| Task to complete |
Restate word for word the material below, starting at the line that contains "Locate an element" and stopping after the last line; skip pictures.

| Supplied data |
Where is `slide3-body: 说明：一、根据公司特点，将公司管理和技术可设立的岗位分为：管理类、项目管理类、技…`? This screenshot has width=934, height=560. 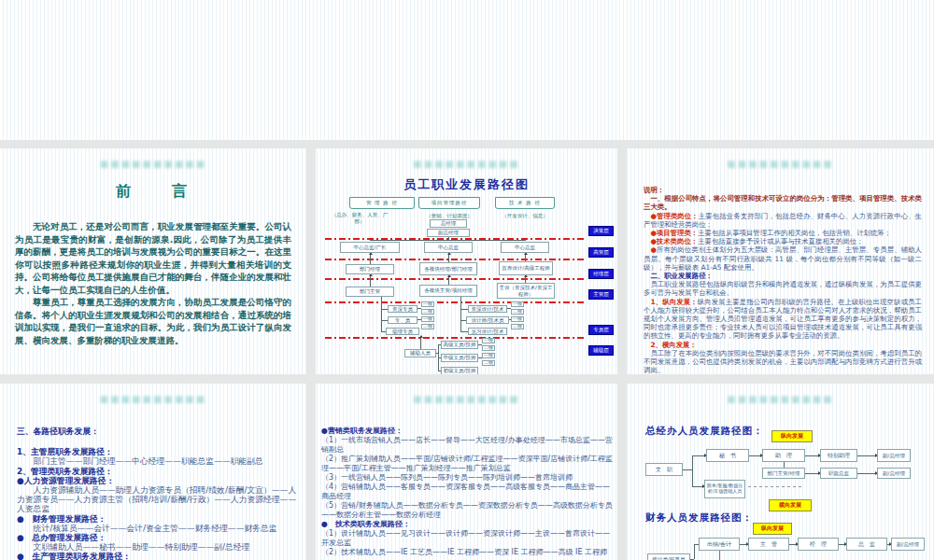
slide3-body: 说明：一、根据公司特点，将公司管理和技术可设立的岗位分为：管理类、项目管理类、技… is located at coordinates (783, 280).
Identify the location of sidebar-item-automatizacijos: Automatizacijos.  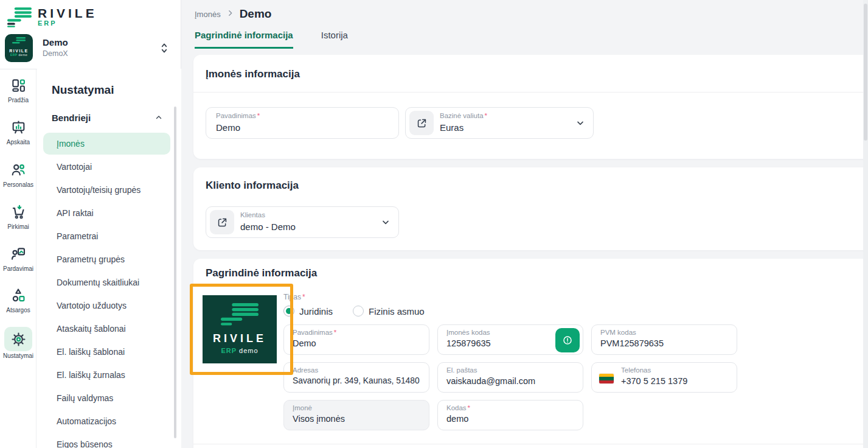
(107, 421).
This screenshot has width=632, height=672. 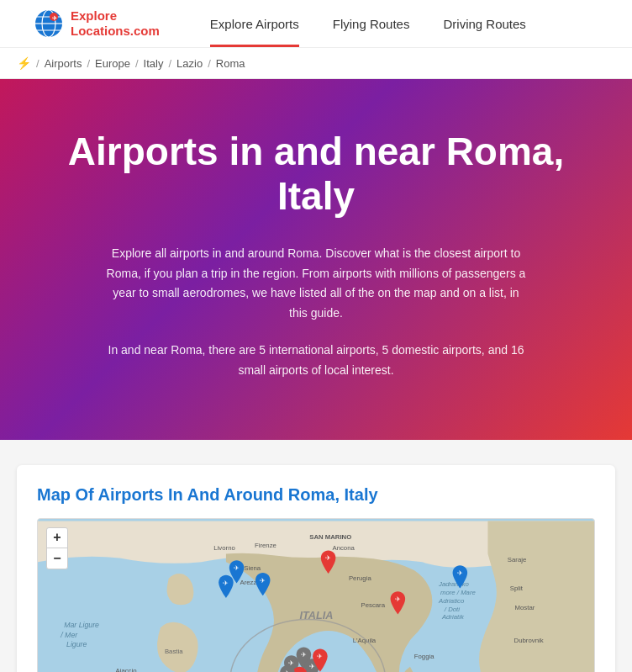 I want to click on svg-text: Foggia, so click(x=424, y=656).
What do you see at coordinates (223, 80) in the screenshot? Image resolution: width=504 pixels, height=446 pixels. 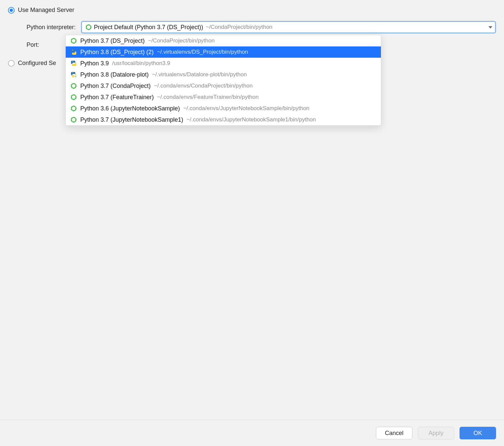 I see `interpreter-dropdown: Python 3.7 (DS_Project)~/CondaProject/bi…` at bounding box center [223, 80].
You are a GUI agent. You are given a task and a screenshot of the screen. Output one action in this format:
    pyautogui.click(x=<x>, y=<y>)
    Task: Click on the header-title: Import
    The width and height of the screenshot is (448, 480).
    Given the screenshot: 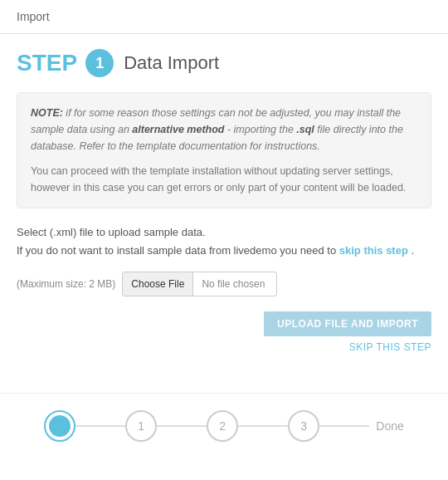 What is the action you would take?
    pyautogui.click(x=33, y=17)
    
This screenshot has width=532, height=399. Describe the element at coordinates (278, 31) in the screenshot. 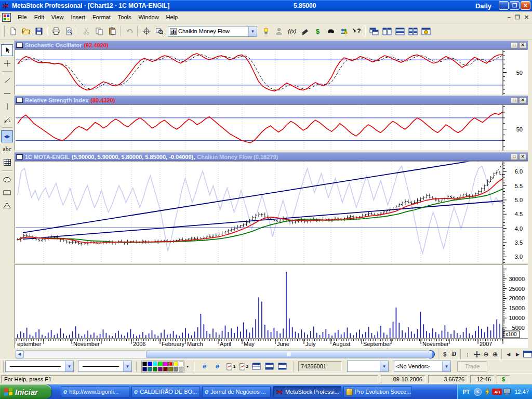

I see `expert-commentary-button` at that location.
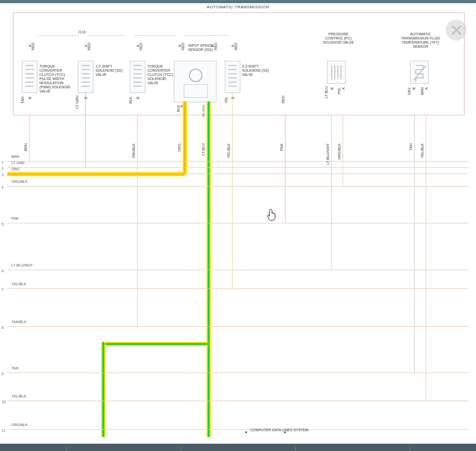  Describe the element at coordinates (3, 290) in the screenshot. I see `row-number: 7` at that location.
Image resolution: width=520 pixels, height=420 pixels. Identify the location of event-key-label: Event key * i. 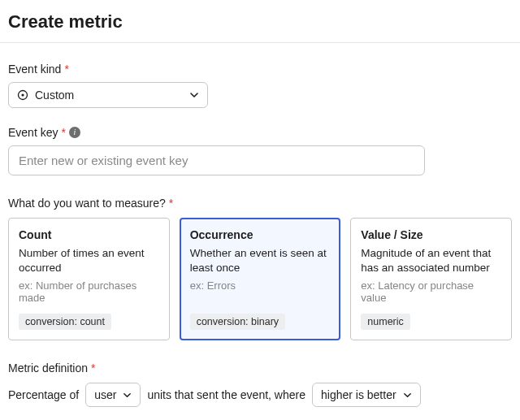
(260, 132).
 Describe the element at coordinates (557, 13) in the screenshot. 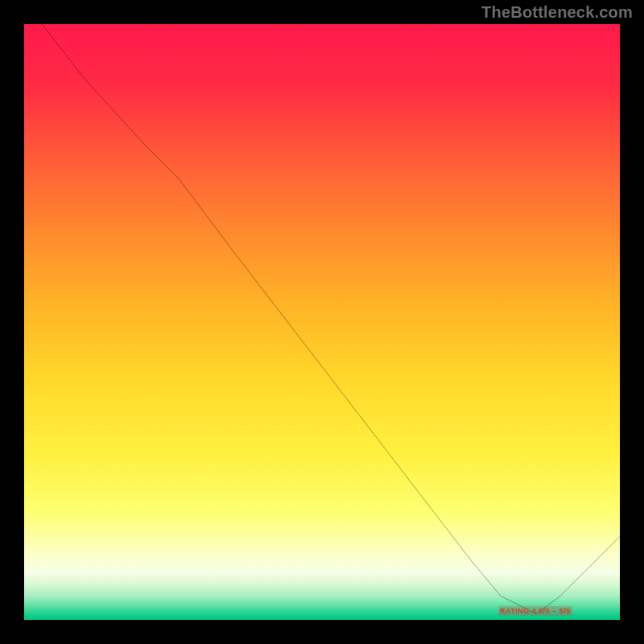

I see `watermark-text: TheBottleneck.com` at that location.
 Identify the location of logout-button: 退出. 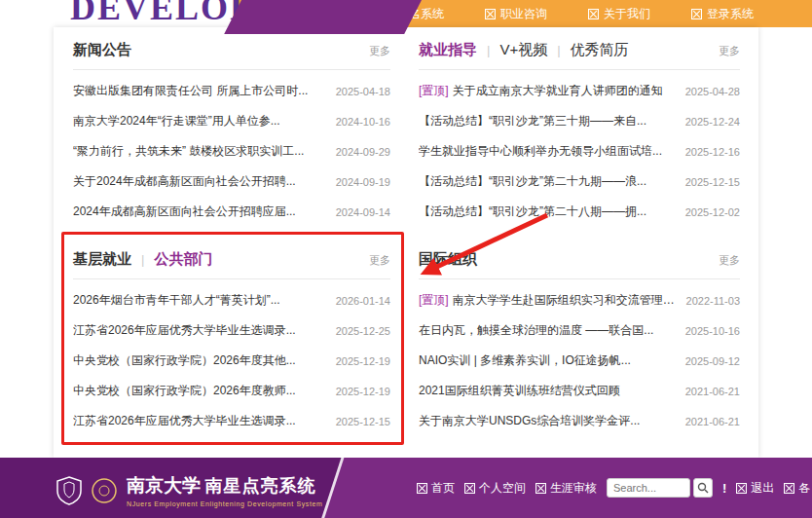
(756, 489).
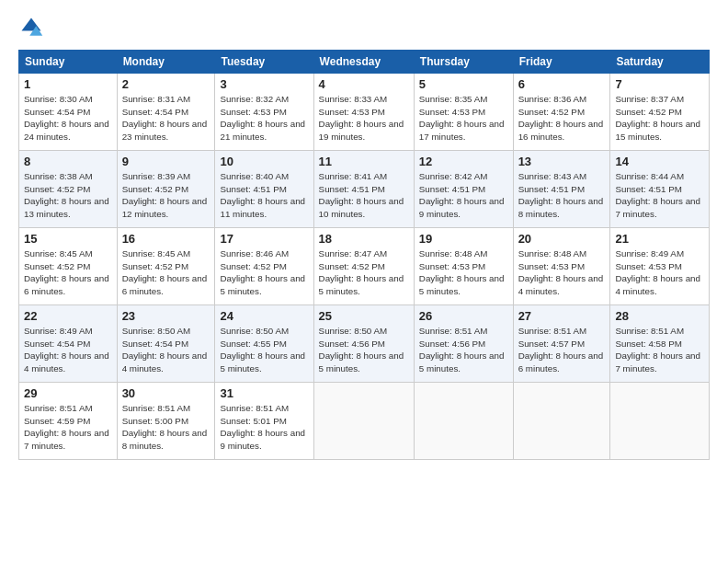  I want to click on weekday-header-friday: Friday, so click(562, 63).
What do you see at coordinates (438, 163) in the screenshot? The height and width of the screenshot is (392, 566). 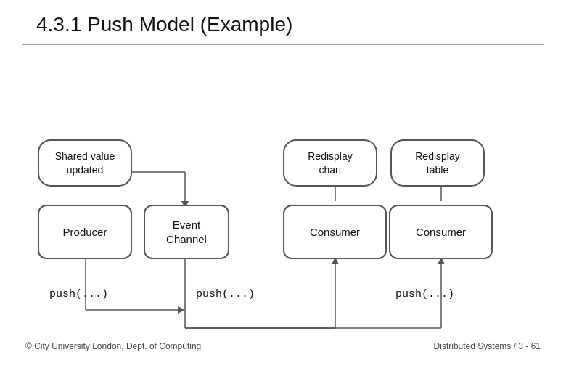 I see `redisplay-table-box: Redisplay table` at bounding box center [438, 163].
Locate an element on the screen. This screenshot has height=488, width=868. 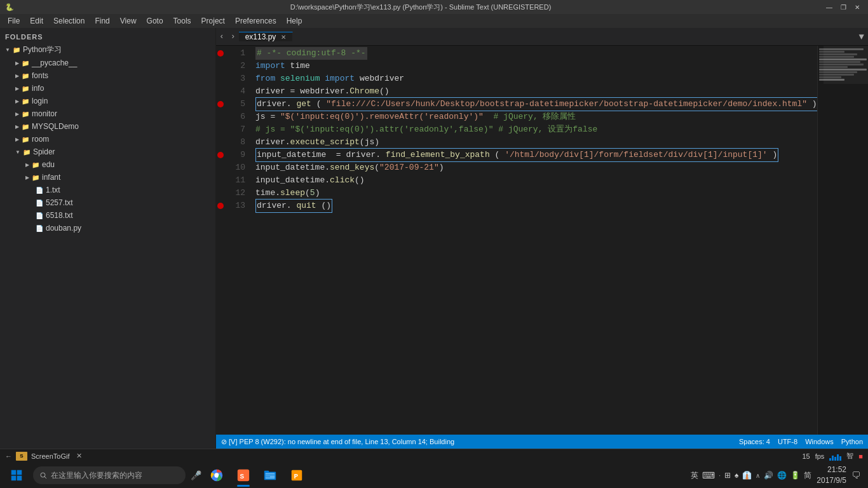
close-button: ✕ is located at coordinates (857, 7).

| Reply |
Locate an element on the screen. This screenshot has height=488, width=868. 
close-button: ✕ is located at coordinates (857, 7).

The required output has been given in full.